Even Conservative Pollsters Find Growing Support for Gay Rights

When pollsters ask the “millennials” (the generation between the ages of 18 and 29) about societal changes like the acceptance of homosexuality in society, the results are clear—they support gay and lesbian rights by a huge margin.

A Pew Research poll published last February, for instance, revealed 63 percent of millennials said that homosexuality should be accepted by society. Only 35 percent of those over 65 thought this was a good idea. Conservative Christians, however, are often suspicious of polls done by non-partisan groups like Pew, so they have their own polling outfits to do their own research on these hot-button questions. What can conservatives do, then, when their own polling shows that, to the next generation, being gay is as normal as being blue-eyed or left-handed?

A new Lifeway Research poll found just what Pew found: that by a big margin, millennials are very accepting of gays and lesbians. On the question of marriage equality for gays and lesbians, 61 percent of millennials said they saw nothing wrong with it. Drilling down into the numbers reveals the same sort of divides among millennials as other groups. Men, blacks, and those living in the traditionally conservative South are less accepting of gays and lesbians; but even there, the numbers are encouraging.

Fifty-five percent of men said they strongly or somewhat agree that there’s nothing wrong with same-sex marriage, while 47 percent of blacks said the same thing, and a majority of southern millennials, 56 percent, agreed. In fact, out of all of the subcategories, it’s only in the black community where the majority of people were strongly, or somewhat, against marriage equality. Those in strongest support were millennial women (68 percent in favor) and Hispanics (66 percent in favor).

Broken out by religious belief, the numbers again echo mainstream polls. More religiously conservative millennials are dead set against same-sex marriage with 69 percent strongly or somewhat opposed to it. Those who are not religious or never attend church are in strong support—85 percent and 74 percent respectively.

Given these numbers, what are anti-gay Christians to do? Apparently, they must yell louder about how “sinful” homosexuality really is.

“If it is to find relevance with millennials, the church must be willing to deal directly with the issue of same-sex attraction and relationships,” said Thom Rainer, president of LifeWay Christian Resources. “The church must voice a clear, biblical ethic of sexuality.”

But, when millennials see their gay and lesbian friends living their lives—lives that are moral, upright, productive, and joyful— it’s pretty hard to square that reality with what the conservative preachers teach about homosexuality. They don’t see their friends living it up in the bars or sleeping around with anything that moves or trying to seduce children. Instead, they see hardworking citizens, doing what they can to make the world a better place and fighting for the right to have their commitment to another human being recognized by the government that runs the country that they love.

Millennials are not stupid. They see the reality of gay and lesbian lives every day, and it does not reflect what the conservative anti-gay churches are teaching about “biblical” ethics of sexuality. When put side-by-side, as even Lifeway’s numbers show, millennials can clearly see who is living ethically and who is bearing false witness.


**Task details:**
Search the listing below for the string "MVMA" and copy every line where it occurs.

**Dataset content:**

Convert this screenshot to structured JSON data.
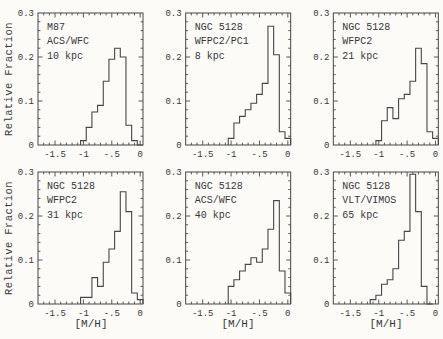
{
  "figure": {
    "xlabel": "[M/H]",
    "ylabel": "Relative Fraction",
    "bg_color": "#fcfbf8",
    "line_color": "#474747",
    "text_color": "#383838",
    "grid": "off",
    "layout": "2 rows x 3 columns of histogram panels",
    "xlim": [
      -1.8,
      0.05
    ],
    "ylim": [
      0,
      0.3
    ],
    "x_tick_values": [
      -1.5,
      -1,
      -0.5,
      0
    ],
    "x_tick_labels": [
      "-1.5",
      "-1",
      "-.5",
      "0"
    ],
    "x_minor_step": 0.1,
    "y_tick_values": [
      0,
      0.1,
      0.2,
      0.3
    ],
    "y_tick_labels": [
      "0",
      "0.1",
      "0.2",
      "0.3"
    ],
    "y_minor_step": 0.02
  },
  "chart_data": [
    {
      "type": "histogram",
      "labels": [
        "M87",
        "ACS/WFC",
        "10 kpc"
      ],
      "xlabel": "[M/H]",
      "ylabel": "Relative Fraction",
      "xlim": [
        -1.8,
        0.05
      ],
      "ylim": [
        0,
        0.3
      ],
      "bin_start": -1.05,
      "bin_width": 0.1,
      "values": [
        0.01,
        0.04,
        0.075,
        0.09,
        0.145,
        0.195,
        0.22,
        0.2,
        0.045,
        0.01,
        0
      ]
    },
    {
      "type": "histogram",
      "labels": [
        "NGC 5128",
        "WFPC2/PC1",
        "8 kpc"
      ],
      "xlabel": "[M/H]",
      "ylabel": "Relative Fraction",
      "xlim": [
        -1.8,
        0.05
      ],
      "ylim": [
        0,
        0.3
      ],
      "bin_start": -1.05,
      "bin_width": 0.1,
      "values": [
        0.015,
        0.05,
        0.065,
        0.08,
        0.095,
        0.115,
        0.14,
        0.27,
        0.205,
        0.03,
        0.015
      ]
    },
    {
      "type": "histogram",
      "labels": [
        "NGC 5128",
        "WFPC2",
        "21 kpc"
      ],
      "xlabel": "[M/H]",
      "ylabel": "Relative Fraction",
      "xlim": [
        -1.8,
        0.05
      ],
      "ylim": [
        0,
        0.3
      ],
      "bin_start": -1.05,
      "bin_width": 0.1,
      "values": [
        0.01,
        0.055,
        0.085,
        0.06,
        0.105,
        0.115,
        0.145,
        0.22,
        0.185,
        0.03,
        0.015
      ]
    },
    {
      "type": "histogram",
      "labels": [
        "NGC 5128",
        "WFPC2",
        "31 kpc"
      ],
      "xlabel": "[M/H]",
      "ylabel": "Relative Fraction",
      "xlim": [
        -1.8,
        0.05
      ],
      "ylim": [
        0,
        0.3
      ],
      "bin_start": -1.05,
      "bin_width": 0.1,
      "values": [
        0.015,
        0.015,
        0.06,
        0.04,
        0.095,
        0.125,
        0.165,
        0.255,
        0.21,
        0.025,
        0.01
      ]
    },
    {
      "type": "histogram",
      "labels": [
        "NGC 5128",
        "ACS/WFC",
        "40 kpc"
      ],
      "xlabel": "[M/H]",
      "ylabel": "Relative Fraction",
      "xlim": [
        -1.8,
        0.05
      ],
      "ylim": [
        0,
        0.3
      ],
      "bin_start": -1.05,
      "bin_width": 0.1,
      "values": [
        0.04,
        0.055,
        0.075,
        0.09,
        0.105,
        0.095,
        0.125,
        0.17,
        0.235,
        0.075,
        0.025
      ]
    },
    {
      "type": "histogram",
      "labels": [
        "NGC 5128",
        "VLT/VIMOS",
        "65 kpc"
      ],
      "xlabel": "[M/H]",
      "ylabel": "Relative Fraction",
      "xlim": [
        -1.8,
        0.05
      ],
      "ylim": [
        0,
        0.3
      ],
      "bin_start": -1.15,
      "bin_width": 0.1,
      "values": [
        0.01,
        0.02,
        0.045,
        0.055,
        0.08,
        0.145,
        0.165,
        0.295,
        0.21,
        0.04,
        0
      ]
    }
  ]
}
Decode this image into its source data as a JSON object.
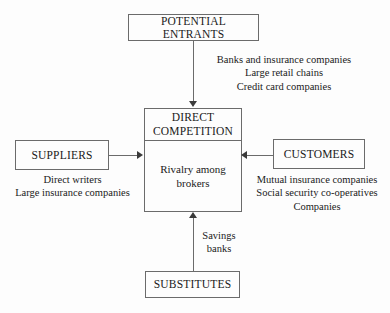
{
  "diagram": {
    "type": "five-forces",
    "background_color": "#fdfdfd",
    "line_color": "#6b6b6b",
    "text_color": "#1a1a1a"
  },
  "boxes": {
    "potential_entrants": {
      "label": "POTENTIAL ENTRANTS"
    },
    "direct_competition": {
      "header": "DIRECT\nCOMPETITION",
      "body": "Rivalry among\nbrokers"
    },
    "suppliers": {
      "label": "SUPPLIERS"
    },
    "customers": {
      "label": "CUSTOMERS"
    },
    "substitutes": {
      "label": "SUBSTITUTES"
    }
  },
  "notes": {
    "entrants": "Banks and insurance companies\nLarge retail chains\nCredit card companies",
    "suppliers": "Direct writers\nLarge insurance companies",
    "customers": "Mutual insurance companies\nSocial security co-operatives\nCompanies",
    "substitutes": "Savings\nbanks"
  },
  "connectors": {
    "entrants_to_competition": {
      "direction": "down"
    },
    "suppliers_to_competition": {
      "direction": "right"
    },
    "customers_to_competition": {
      "direction": "left"
    },
    "substitutes_to_competition": {
      "direction": "up"
    }
  }
}
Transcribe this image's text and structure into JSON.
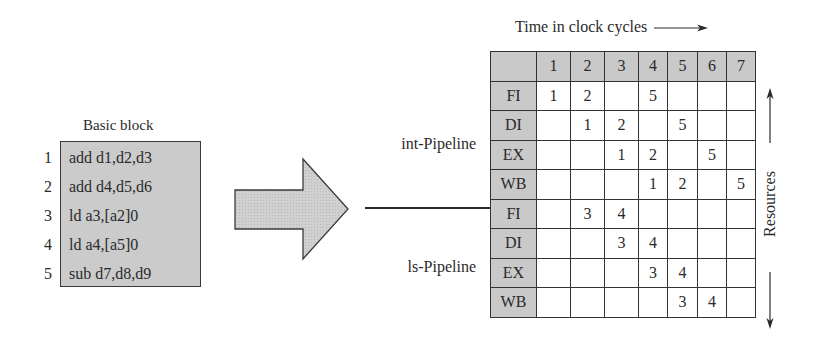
{
  "basic_block": {
    "title": "Basic block",
    "instructions": [
      {
        "num": "1",
        "text": "add d1,d2,d3"
      },
      {
        "num": "2",
        "text": "add d4,d5,d6"
      },
      {
        "num": "3",
        "text": "ld a3,[a2]0"
      },
      {
        "num": "4",
        "text": "ld a4,[a5]0"
      },
      {
        "num": "5",
        "text": "sub d7,d8,d9"
      }
    ]
  },
  "arrow": {
    "icon": "block-right-arrow-icon"
  },
  "pipelines": {
    "int_label": "int-Pipeline",
    "ls_label": "ls-Pipeline"
  },
  "axis": {
    "time_label": "Time in clock cycles",
    "time_arrow": "→",
    "resources_label": "Resources"
  },
  "table": {
    "columns": [
      "",
      "1",
      "2",
      "3",
      "4",
      "5",
      "6",
      "7"
    ],
    "column_widths": [
      46,
      34,
      34,
      34,
      29,
      30,
      29,
      29
    ],
    "rows": [
      {
        "stage": "FI",
        "cells": [
          "1",
          "2",
          "",
          "5",
          "",
          "",
          ""
        ]
      },
      {
        "stage": "DI",
        "cells": [
          "",
          "1",
          "2",
          "",
          "5",
          "",
          ""
        ]
      },
      {
        "stage": "EX",
        "cells": [
          "",
          "",
          "1",
          "2",
          "",
          "5",
          ""
        ]
      },
      {
        "stage": "WB",
        "cells": [
          "",
          "",
          "",
          "1",
          "2",
          "",
          "5"
        ]
      },
      {
        "stage": "FI",
        "cells": [
          "",
          "3",
          "4",
          "",
          "",
          "",
          ""
        ]
      },
      {
        "stage": "DI",
        "cells": [
          "",
          "",
          "3",
          "4",
          "",
          "",
          ""
        ]
      },
      {
        "stage": "EX",
        "cells": [
          "",
          "",
          "",
          "3",
          "4",
          "",
          ""
        ]
      },
      {
        "stage": "WB",
        "cells": [
          "",
          "",
          "",
          "",
          "3",
          "4",
          ""
        ]
      }
    ]
  },
  "colors": {
    "fill_gray": "#c9c9c9",
    "line": "#2a2a2a"
  }
}
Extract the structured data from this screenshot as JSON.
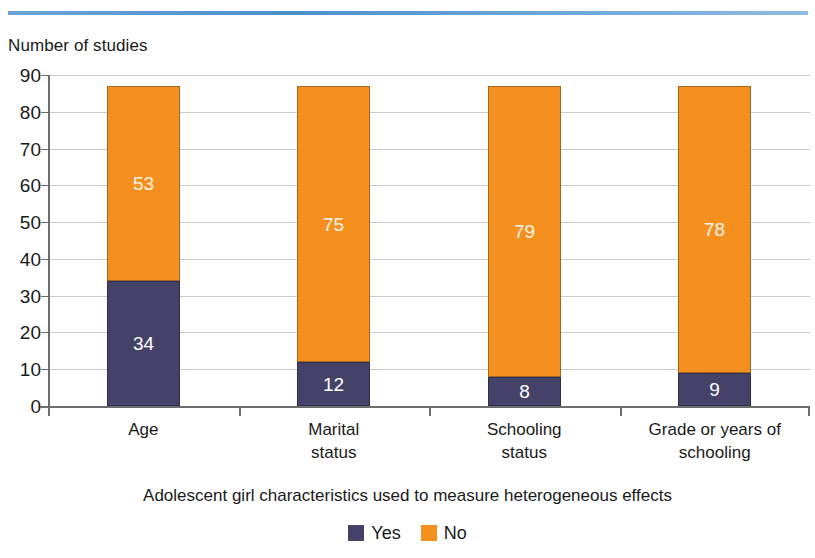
{
  "decoration": {
    "top_rule_color": "#5f9ed1"
  },
  "chart_data": {
    "type": "bar",
    "subtype": "stacked-vertical",
    "title": "",
    "ylabel": "Number of studies",
    "xlabel": "Adolescent girl characteristics used to measure heterogeneous effects",
    "categories": [
      "Age",
      "Marital status",
      "Schooling status",
      "Grade or years of schooling"
    ],
    "category_lines": [
      [
        "Age"
      ],
      [
        "Marital",
        "status"
      ],
      [
        "Schooling",
        "status"
      ],
      [
        "Grade or years of",
        "schooling"
      ]
    ],
    "series": [
      {
        "name": "Yes",
        "color": "#45426a",
        "values": [
          34,
          12,
          8,
          9
        ]
      },
      {
        "name": "No",
        "color": "#f5901e",
        "values": [
          53,
          75,
          79,
          78
        ]
      }
    ],
    "totals": [
      87,
      87,
      87,
      87
    ],
    "ylim": [
      0,
      90
    ],
    "ytick_step": 10,
    "yticks": [
      90,
      80,
      70,
      60,
      50,
      40,
      30,
      20,
      10,
      0
    ],
    "ytick_labels": [
      "90",
      "80",
      "70",
      "60",
      "50",
      "40",
      "30",
      "20",
      "10",
      "0"
    ],
    "grid": true,
    "grid_axis": "y",
    "legend_position": "bottom",
    "legend": [
      {
        "label": "Yes",
        "color": "#45426a"
      },
      {
        "label": "No",
        "color": "#f5901e"
      }
    ],
    "data_labels": {
      "Yes": [
        "34",
        "12",
        "8",
        "9"
      ],
      "No": [
        "53",
        "75",
        "79",
        "78"
      ]
    }
  }
}
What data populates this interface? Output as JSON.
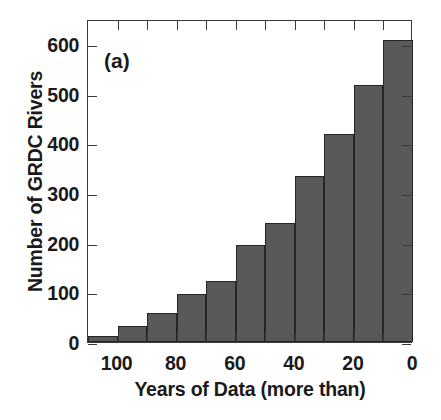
{
  "chart_data": {
    "type": "bar",
    "title": "",
    "panel_label": "(a)",
    "xlabel": "Years of Data (more than)",
    "ylabel": "Number of GRDC Rivers",
    "grid": false,
    "legend": "none",
    "xlim": [
      110,
      0
    ],
    "ylim": [
      0,
      650
    ],
    "x_reversed": true,
    "xticks": [
      100,
      80,
      60,
      40,
      20,
      0
    ],
    "xtick_labels": [
      "100",
      "80",
      "60",
      "40",
      "20",
      "0"
    ],
    "yticks": [
      0,
      100,
      200,
      300,
      400,
      500,
      600
    ],
    "ytick_labels": [
      "0",
      "100",
      "200",
      "300",
      "400",
      "500",
      "600"
    ],
    "bar_color": "#595959",
    "bar_edge_color": "#262626",
    "axis_color": "#3a3a3a",
    "bin_width": 10,
    "bin_edges": [
      110,
      100,
      90,
      80,
      70,
      60,
      50,
      40,
      30,
      20,
      10,
      0
    ],
    "categories": [
      "110-100",
      "100-90",
      "90-80",
      "80-70",
      "70-60",
      "60-50",
      "50-40",
      "40-30",
      "30-20",
      "20-10",
      "10-0"
    ],
    "bin_centers": [
      105,
      95,
      85,
      75,
      65,
      55,
      45,
      35,
      25,
      15,
      5
    ],
    "values": [
      12,
      32,
      58,
      97,
      122,
      195,
      240,
      335,
      418,
      518,
      608
    ]
  }
}
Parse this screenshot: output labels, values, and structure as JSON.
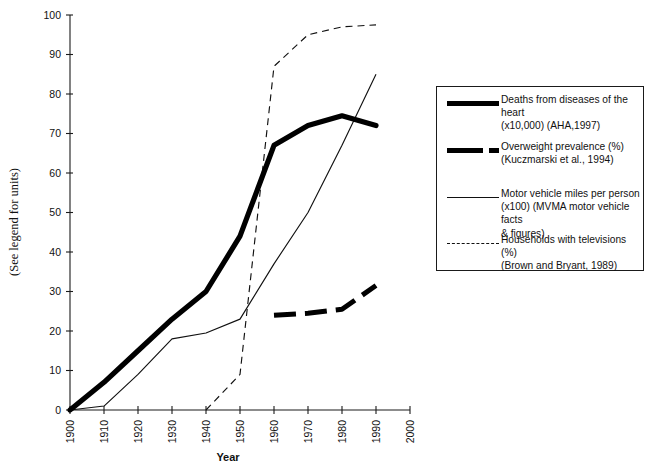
{
  "figure": {
    "y_axis_label": "(See legend for units)",
    "x_axis_label": "Year"
  },
  "legend": {
    "entries": [
      {
        "key": "solid-thick",
        "label": "Deaths from diseases of the heart\n(x10,000)  (AHA,1997)"
      },
      {
        "key": "dashed-thick",
        "label": "Overweight prevalence (%)\n(Kuczmarski et al., 1994)"
      },
      {
        "key": "solid-thin",
        "label": "Motor vehicle miles per person\n(x100) (MVMA motor vehicle facts\n& figures)"
      },
      {
        "key": "dashed-thin",
        "label": "Households with televisions (%)\n(Brown and Bryant, 1989)"
      }
    ]
  },
  "axes": {
    "x_ticks": [
      "1900",
      "1910",
      "1920",
      "1930",
      "1940",
      "1950",
      "1960",
      "1970",
      "1980",
      "1990",
      "2000"
    ],
    "y_ticks": [
      "0",
      "10",
      "20",
      "30",
      "40",
      "50",
      "60",
      "70",
      "80",
      "90",
      "100"
    ]
  },
  "chart_data": {
    "type": "line",
    "title": "",
    "xlabel": "Year",
    "ylabel": "(See legend for units)",
    "xlim": [
      1900,
      2000
    ],
    "ylim": [
      0,
      100
    ],
    "grid": false,
    "legend_position": "right",
    "series": [
      {
        "name": "Deaths from diseases of the heart (x10,000)  (AHA,1997)",
        "style": "solid-thick",
        "x": [
          1900,
          1910,
          1920,
          1930,
          1940,
          1950,
          1960,
          1970,
          1980,
          1990
        ],
        "values": [
          0,
          7,
          15,
          23,
          30,
          44,
          67,
          72,
          74.5,
          72
        ]
      },
      {
        "name": "Overweight prevalence (%) (Kuczmarski et al., 1994)",
        "style": "dashed-thick",
        "x": [
          1960,
          1970,
          1980,
          1990
        ],
        "values": [
          24,
          24.5,
          25.5,
          31.5
        ]
      },
      {
        "name": "Motor vehicle miles per person (x100) (MVMA motor vehicle facts & figures)",
        "style": "solid-thin",
        "x": [
          1900,
          1910,
          1920,
          1930,
          1940,
          1950,
          1960,
          1970,
          1980,
          1990
        ],
        "values": [
          0,
          1,
          9,
          18,
          19.5,
          23,
          37,
          50,
          67,
          85
        ]
      },
      {
        "name": "Households with televisions (%) (Brown and Bryant, 1989)",
        "style": "dashed-thin",
        "x": [
          1940,
          1950,
          1960,
          1970,
          1980,
          1990
        ],
        "values": [
          0,
          9,
          87,
          95,
          97,
          97.5
        ]
      }
    ]
  }
}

**Answer for the task:**
        "label": "Motor vehicle miles per person\n(x100) (MVMA motor vehicle facts\n& figures)"
        "name": "Motor vehicle miles per person (x100) (MVMA motor vehicle facts & figures)",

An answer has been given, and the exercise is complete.